I’m working on a variety of learning materials to teach clinical gait analysis at the moment. Our masters programme in clinical gait analysis should start in 8 months time. One thing I find really depressing is how little of our clinical reasoning for individual patients is based on biomechanics. Most of the interpretation we do is essentially learned and largely subjective pattern recognition. We don’t really understand the data in a way that approaches science.
There are numerous reasons for this but one of the issues is that the biomechanics of walking is not being developed at the right level. On the one hand we have a group of researchers, coalescing under the Dynamic Walking Group, who are developing extremely simple and often non-physiological models to explore very basic principles. On the other hand are researchers typified by (but not restricted to) the OpenSim project who are developing really complex computer models. Neither group, as far as I can see is having a significant impact on the clinical understanding of gait or affecting how we manage our patient’s conditions.
To my mind the simple models are just too simple – how do you use a model without muscles to understand the consequences of a spastic gasttrocnemius? Equally the complex models are too complex- it’s impractical to perform a full CMC analysis for every patient. Even if we did we wouldn’t know which results are robust indications of the biomechanics of the patient and which are consequences of modelling assumptions and parameters.
What we really need is models that are neither too simple nor too complex – borrowing from modern astrophysics we need them to inhabit the Goldilocks zone – Goldilocks biomechanics.
Nice thought Richard. I guess academic research tools like OpenSim are designed for just that – academic research. As the science increases in complexity you need ever more complex tools to undertake the next step in our world of incremental science.

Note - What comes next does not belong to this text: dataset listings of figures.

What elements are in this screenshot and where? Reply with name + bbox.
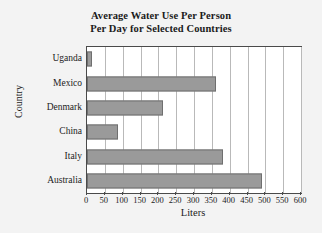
x-tick-label-50: 50 [100,195,109,205]
x-tick-label-300: 300 [187,195,200,205]
bar [87,149,223,164]
x-tick-label-600: 600 [294,195,307,205]
bar-series [87,47,301,193]
chart-title: Average Water Use Per Person Per Day for… [0,10,322,35]
y-axis-label: Country [13,62,24,142]
chart-title-line-1: Average Water Use Per Person [0,10,322,23]
y-tick-label-denmark: Denmark [24,102,82,112]
plot-area [86,46,302,194]
x-tick-label-250: 250 [169,195,182,205]
bar [87,100,163,115]
x-tick-label-500: 500 [258,195,271,205]
bar [87,76,216,91]
bar [87,52,92,67]
x-axis-tick-labels: 050100150200250300350400450500550600 [86,194,300,206]
y-tick-label-china: China [24,126,82,136]
x-tick-label-400: 400 [222,195,235,205]
x-axis-label: Liters [86,207,300,218]
chart-title-line-2: Per Day for Selected Countries [0,23,322,36]
bar [87,125,118,140]
y-tick-label-uganda: Uganda [24,53,82,63]
x-tick-label-550: 550 [276,195,289,205]
x-tick-label-450: 450 [240,195,253,205]
y-tick-label-italy: Italy [24,151,82,161]
y-axis-tick-labels: UgandaMexicoDenmarkChinaItalyAustralia [24,46,82,192]
x-tick-label-0: 0 [84,195,88,205]
bar-chart-figure: Average Water Use Per Person Per Day for… [0,0,322,233]
y-tick-label-mexico: Mexico [24,78,82,88]
y-tick-label-australia: Australia [24,175,82,185]
x-tick-label-100: 100 [115,195,128,205]
bar [87,173,262,188]
x-tick-label-150: 150 [133,195,146,205]
x-tick-label-200: 200 [151,195,164,205]
gridline [301,47,302,193]
x-tick-label-350: 350 [204,195,217,205]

Clinical tools on the other had serve a different need. Prior to starting my PhD with Prof Pandy I used to work in management consulting – and perhaps there needs to be a consulting/software-lifecycle approach to the development of clinical tools – the same way business and enterprise software tools are developed and implemented, as distinct to the open-ended nature by which academic tools are developed. In other words, the first step for any potential software vendor is to understand the requirements of the client (i.e. the clinician) and use that to design new tools or configure existing tools to suit the needs. Sound like an opportunity for an enterprising biomechanical engineer with a consulting background 😛
But ultimately, the problem is I guess we don’t yet know enough about the basic biomechanics science, particularly when dealing with deviations from the “normal” healthy gait condition. Furthermore, with current modelling strategies, you can develop a musculoskeletal model to answer any question in you want – because you can always tweak the model to answer the question the way you want it answered. EMG-driven models should help us move the our basic science forward but this is still a new area of academic research
As you have mentioned, we can never be sure whether our results are consequences of the subject biomechanics or modelling parameters. In clinical practice the potential consequences could be disastrous. So until we shore up our modelling capabilities, I think Goldilocks models for clinical application are still some way off – I think we need to get more complex before we can return to simpler models. But we’ll get there eventually.

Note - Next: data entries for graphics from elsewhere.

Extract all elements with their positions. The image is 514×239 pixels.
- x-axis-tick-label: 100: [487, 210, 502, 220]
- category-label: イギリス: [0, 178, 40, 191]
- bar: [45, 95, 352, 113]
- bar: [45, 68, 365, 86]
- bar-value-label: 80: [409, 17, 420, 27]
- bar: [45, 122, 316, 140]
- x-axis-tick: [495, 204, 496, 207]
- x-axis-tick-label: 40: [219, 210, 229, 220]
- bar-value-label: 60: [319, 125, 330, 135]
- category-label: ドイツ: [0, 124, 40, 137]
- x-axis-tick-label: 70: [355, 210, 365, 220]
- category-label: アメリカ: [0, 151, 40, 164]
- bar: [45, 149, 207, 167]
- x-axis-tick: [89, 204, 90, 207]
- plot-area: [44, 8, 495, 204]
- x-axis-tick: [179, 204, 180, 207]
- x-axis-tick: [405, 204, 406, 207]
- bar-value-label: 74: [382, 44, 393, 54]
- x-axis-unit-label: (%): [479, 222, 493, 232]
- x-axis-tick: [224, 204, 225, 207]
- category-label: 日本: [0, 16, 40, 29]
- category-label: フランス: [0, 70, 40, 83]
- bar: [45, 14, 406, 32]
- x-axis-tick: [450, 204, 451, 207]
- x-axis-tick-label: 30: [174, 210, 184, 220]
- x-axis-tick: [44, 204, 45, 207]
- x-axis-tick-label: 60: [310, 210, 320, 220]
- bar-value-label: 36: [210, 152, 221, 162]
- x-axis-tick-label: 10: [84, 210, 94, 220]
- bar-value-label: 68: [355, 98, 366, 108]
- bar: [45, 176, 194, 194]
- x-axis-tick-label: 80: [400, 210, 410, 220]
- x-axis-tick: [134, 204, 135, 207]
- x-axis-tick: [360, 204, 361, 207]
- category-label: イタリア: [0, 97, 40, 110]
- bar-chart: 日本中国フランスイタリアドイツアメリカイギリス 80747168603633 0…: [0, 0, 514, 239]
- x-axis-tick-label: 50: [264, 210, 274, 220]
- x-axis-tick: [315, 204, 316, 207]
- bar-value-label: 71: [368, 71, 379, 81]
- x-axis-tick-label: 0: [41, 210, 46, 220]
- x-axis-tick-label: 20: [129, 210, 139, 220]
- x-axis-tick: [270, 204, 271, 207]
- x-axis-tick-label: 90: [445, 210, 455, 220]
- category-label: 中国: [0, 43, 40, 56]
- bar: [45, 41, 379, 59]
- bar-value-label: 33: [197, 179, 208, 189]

Fair points and excellent post. I think you are absolutely right that there seems to be no middle ground. There are extremely technical and highly scientific approaches that completely baffle biomechanics’ foot soldiers like clinicians. However, many of the same clinicians recognize that the approaches they employ are not delivering quality data, and are either leading to poor medical decisions, or simply being disregarded because medical staff have very little faith in the low level biomechanics.
My experience says that once the obvious shortcomings of these simplistic models are made clear to the clinicians, they are more than willing to switch, but quickly find that they don’t really have alternatives.
Perhaps the solution is to synthesize the highly technical research into a form that can operate behind the scenes in a clinical model!